Care homes is another really tragic interacting context. Our most vulnerable populations, who bore such disproportionate numbers of deaths are being cared for by people from our most deprived populations – many could not afford to isolate if infected because they got no sick pay. People who might work agency shifts, working from care home to care home, spreading COVID very effectively. SAGE did not understand this initially when they were modelling it, so could not foresee how to protect care homes during wave one.

The last context I want to talk about is hospital admissions. Although we’ve had quite a high burden this summer, it is nowhere near where we were last year, and that is entirely down to the power of vaccination.

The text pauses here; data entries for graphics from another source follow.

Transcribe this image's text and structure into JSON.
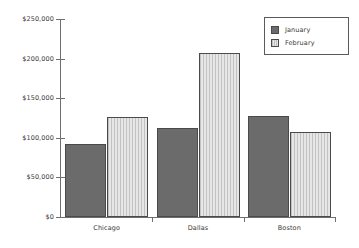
{
  "chart_data": {
    "type": "bar",
    "title": "",
    "xlabel": "",
    "ylabel": "",
    "categories": [
      "Chicago",
      "Dallas",
      "Boston"
    ],
    "series": [
      {
        "name": "January",
        "values": [
          92000,
          112000,
          128000
        ],
        "color": "#6b6b6b"
      },
      {
        "name": "February",
        "values": [
          126000,
          207000,
          107000
        ],
        "color": "#cfcfcf"
      }
    ],
    "ylim": [
      0,
      250000
    ],
    "yticks": [
      0,
      50000,
      100000,
      150000,
      200000,
      250000
    ],
    "ytick_labels": [
      "$0",
      "$50,000",
      "$100,000",
      "$150,000",
      "$200,000",
      "$250,000"
    ],
    "grid": false,
    "legend_position": "top-right"
  },
  "legend": {
    "items": [
      {
        "label": "January"
      },
      {
        "label": "February"
      }
    ]
  },
  "axes": {
    "y_labels": [
      "$250,000",
      "$200,000",
      "$150,000",
      "$100,000",
      "$50,000",
      "$0"
    ],
    "x_labels": [
      "Chicago",
      "Dallas",
      "Boston"
    ]
  }
}
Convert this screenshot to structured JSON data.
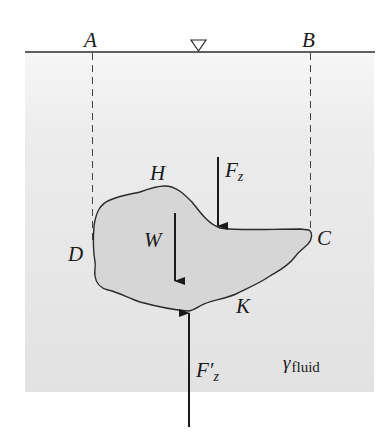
{
  "diagram": {
    "type": "buoyancy-free-body",
    "colors": {
      "fluid_top": "#f2f2f2",
      "fluid_bottom": "#e3e3e3",
      "body_fill": "#d9d9d9",
      "line": "#2a2a2a"
    },
    "labels": {
      "point_a": "A",
      "point_b": "B",
      "point_c": "C",
      "point_d": "D",
      "point_h": "H",
      "point_k": "K",
      "weight": "W",
      "force_top_main": "F",
      "force_top_sub": "z",
      "force_bottom_main": "F′",
      "force_bottom_sub": "z",
      "fluid_symbol": "γ",
      "fluid_sub": "fluid"
    },
    "elements": {
      "free_surface": "free surface line with ▽ symbol",
      "projection_lines": [
        "dashed vertical from A",
        "dashed vertical from B"
      ],
      "arrows": [
        "F_z downward on top surface",
        "W downward through body",
        "F'_z upward on bottom surface"
      ]
    }
  }
}
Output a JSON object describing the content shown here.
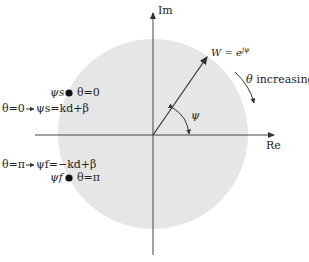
{
  "diagram": {
    "type": "complex-plane phasor diagram",
    "colors": {
      "background": "#ffffff",
      "circle_fill": "#e6e6e6",
      "lines": "#333333",
      "dots": "#111111"
    },
    "axes": {
      "imaginary_label": "Im",
      "real_label": "Re"
    },
    "vector": {
      "label_prefix": "W = e",
      "label_exponent": "jψ",
      "angle_label": "ψ"
    },
    "rotation": {
      "symbol": "θ",
      "text": "increasing"
    },
    "points": [
      {
        "dot_label": "ψs",
        "condition": "θ=0",
        "equation_left": "θ=0",
        "equation_right": "ψs=kd+β"
      },
      {
        "dot_label": "ψf",
        "condition": "θ=π",
        "equation_left": "θ=π",
        "equation_right": "ψf=−kd+β"
      }
    ]
  }
}
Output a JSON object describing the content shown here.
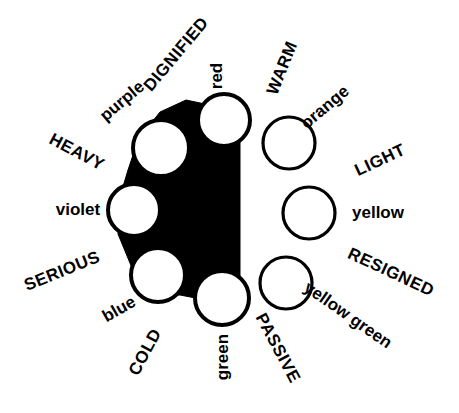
{
  "figure": {
    "background_color": "#ffffff",
    "ink_color": "#000000"
  },
  "chart_data": {
    "type": "scatter",
    "xlabel": "",
    "ylabel": "",
    "grid": false,
    "legend": "none",
    "categories": [
      "red",
      "orange",
      "yellow",
      "yellow green",
      "green",
      "blue",
      "violet",
      "purple"
    ],
    "values": [
      1,
      1,
      1,
      1,
      1,
      1,
      1,
      1
    ],
    "annotations": [
      "DIGNIFIED",
      "WARM",
      "LIGHT",
      "RESIGNED",
      "PASSIVE",
      "COLD",
      "SERIOUS",
      "HEAVY"
    ]
  },
  "hues": [
    {
      "name": "red",
      "label": "red",
      "x": 224,
      "y": 120,
      "r": 26,
      "filled_backing": true,
      "rotation": -90,
      "label_x": 216,
      "label_y": 76
    },
    {
      "name": "orange",
      "label": "orange",
      "x": 289,
      "y": 143,
      "r": 26,
      "filled_backing": false,
      "rotation": -40,
      "label_x": 325,
      "label_y": 107
    },
    {
      "name": "yellow",
      "label": "yellow",
      "x": 309,
      "y": 213,
      "r": 26,
      "filled_backing": false,
      "rotation": 0,
      "label_x": 378,
      "label_y": 212
    },
    {
      "name": "yellow-green",
      "label": "yellow green",
      "x": 286,
      "y": 283,
      "r": 26,
      "filled_backing": false,
      "rotation": 35,
      "label_x": 348,
      "label_y": 315
    },
    {
      "name": "green",
      "label": "green",
      "x": 222,
      "y": 298,
      "r": 27,
      "filled_backing": true,
      "rotation": -90,
      "label_x": 222,
      "label_y": 357
    },
    {
      "name": "blue",
      "label": "blue",
      "x": 158,
      "y": 275,
      "r": 27,
      "filled_backing": true,
      "rotation": -30,
      "label_x": 119,
      "label_y": 309
    },
    {
      "name": "violet",
      "label": "violet",
      "x": 134,
      "y": 210,
      "r": 26,
      "filled_backing": true,
      "rotation": 0,
      "label_x": 78,
      "label_y": 209
    },
    {
      "name": "purple",
      "label": "purple",
      "x": 161,
      "y": 148,
      "r": 28,
      "filled_backing": true,
      "rotation": -40,
      "label_x": 122,
      "label_y": 101
    }
  ],
  "moods": [
    {
      "name": "dignified",
      "label": "DIGNIFIED",
      "x": 176,
      "y": 54,
      "rotation": -50
    },
    {
      "name": "warm",
      "label": "WARM",
      "x": 282,
      "y": 68,
      "rotation": -68
    },
    {
      "name": "light",
      "label": "LIGHT",
      "x": 380,
      "y": 160,
      "rotation": -25
    },
    {
      "name": "resigned",
      "label": "RESIGNED",
      "x": 391,
      "y": 272,
      "rotation": 25
    },
    {
      "name": "passive",
      "label": "PASSIVE",
      "x": 278,
      "y": 348,
      "rotation": 62
    },
    {
      "name": "cold",
      "label": "COLD",
      "x": 145,
      "y": 352,
      "rotation": -62
    },
    {
      "name": "serious",
      "label": "SERIOUS",
      "x": 62,
      "y": 271,
      "rotation": -22
    },
    {
      "name": "heavy",
      "label": "HEAVY",
      "x": 77,
      "y": 152,
      "rotation": 28
    }
  ],
  "blob": {
    "name": "black-backing-shape",
    "path": "M 205 104 L 240 116 L 240 292 L 206 300 L 180 295 L 150 295 L 132 268 L 118 234 L 119 200 L 128 170 L 138 140 L 160 112 L 186 100 Z"
  }
}
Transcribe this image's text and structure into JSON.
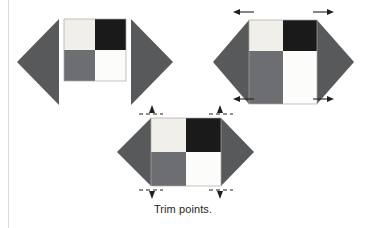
{
  "figure": {
    "caption": "Trim points.",
    "colors": {
      "triangle_gray": "#58595b",
      "patch_black": "#1a1a1a",
      "patch_light": "#f0efea",
      "patch_white": "#fcfcfa",
      "patch_gray": "#6d6e71",
      "outline": "#9a9a9a",
      "arrow": "#231f20",
      "rule": "#d9dcdf",
      "background": "#ffffff"
    },
    "steps": [
      {
        "id": "step-1",
        "name": "separated-triangles-and-square",
        "label": "",
        "patches": [
          {
            "position": "top-left",
            "fill": "#f0efea"
          },
          {
            "position": "top-right",
            "fill": "#1a1a1a"
          },
          {
            "position": "bottom-left",
            "fill": "#6d6e71"
          },
          {
            "position": "bottom-right",
            "fill": "#fcfcfa"
          }
        ],
        "triangles": [
          {
            "position": "left",
            "points": "right"
          },
          {
            "position": "right",
            "points": "right"
          }
        ]
      },
      {
        "id": "step-2",
        "name": "joined-unit-with-overhang-arrows",
        "label": "",
        "patches": [
          {
            "position": "top-left",
            "fill": "#f0efea"
          },
          {
            "position": "top-right",
            "fill": "#1a1a1a"
          },
          {
            "position": "bottom-left",
            "fill": "#6d6e71"
          },
          {
            "position": "bottom-right",
            "fill": "#fcfcfa"
          }
        ],
        "arrows": [
          {
            "id": "arrow-top-left",
            "direction": "left"
          },
          {
            "id": "arrow-top-right",
            "direction": "right"
          },
          {
            "id": "arrow-bottom-left",
            "direction": "left"
          },
          {
            "id": "arrow-bottom-right",
            "direction": "right"
          }
        ]
      },
      {
        "id": "step-3",
        "name": "trimmed-unit-with-trim-point-markers",
        "label": "",
        "patches": [
          {
            "position": "top-left",
            "fill": "#f0efea"
          },
          {
            "position": "top-right",
            "fill": "#1a1a1a"
          },
          {
            "position": "bottom-left",
            "fill": "#6d6e71"
          },
          {
            "position": "bottom-right",
            "fill": "#fcfcfa"
          }
        ],
        "markers": [
          {
            "id": "trim-marker-top-left",
            "type": "dashed-line-with-pointer"
          },
          {
            "id": "trim-marker-top-right",
            "type": "dashed-line-with-pointer"
          },
          {
            "id": "trim-marker-bottom-left",
            "type": "dashed-line-with-pointer"
          },
          {
            "id": "trim-marker-bottom-right",
            "type": "dashed-line-with-pointer"
          }
        ]
      }
    ]
  }
}
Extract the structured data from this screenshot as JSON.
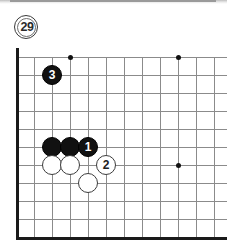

But hospital admissions for children, are now as high as they have ever been. Cases stayed low until the Delta variant came in during the summer, and mask mandates were removed. We have had over 4,000 under-18s admitted to hospital with COVID since 1 May 2021. So, for children, the risk right now is the worst time of their pandemic. Even though, their risk is low compared to adults, I don’t feel that we should forget that.

Final thoughts

It has been a strange year and a half, life-changing in some ways. I never expected to be working other than behind the scenes. Mostly it has been more public.

But the principles I have used in my “day job” have carried over into my role in Independent SAGE. I do a lot of looking at data in hospitals, communicating it to clinicians and also to patients and the public. And I’ve directly taken the learning from that into this role, but I’ve also learned so much about, what are the pitfalls in COVID data? What is important to understand? Where is the story hiding in the data? How much detail do I need to tell people?

A running theme has been combining knowledge, evidence and expertise from as many different areas to try to make sense of the whole, and then communicate it as honestly as I can, the good news as well as the bad.

Data is not neutral, understanding is hard, and you have to make decisions in an uncertain situation. For example, on child vaccination, the government’s Joint Committee on Vaccination and Immunisation may have wanted to wait for six months for more safety data. But, by that time, most children will have been infected.

It has meant a huge amount of work on top of my day job. It has changed how I interact with people online, I have a lot more Twitter followers so if I make a mistake it will be very public.

But it has been a privilege and a responsibility and one I take very seriously.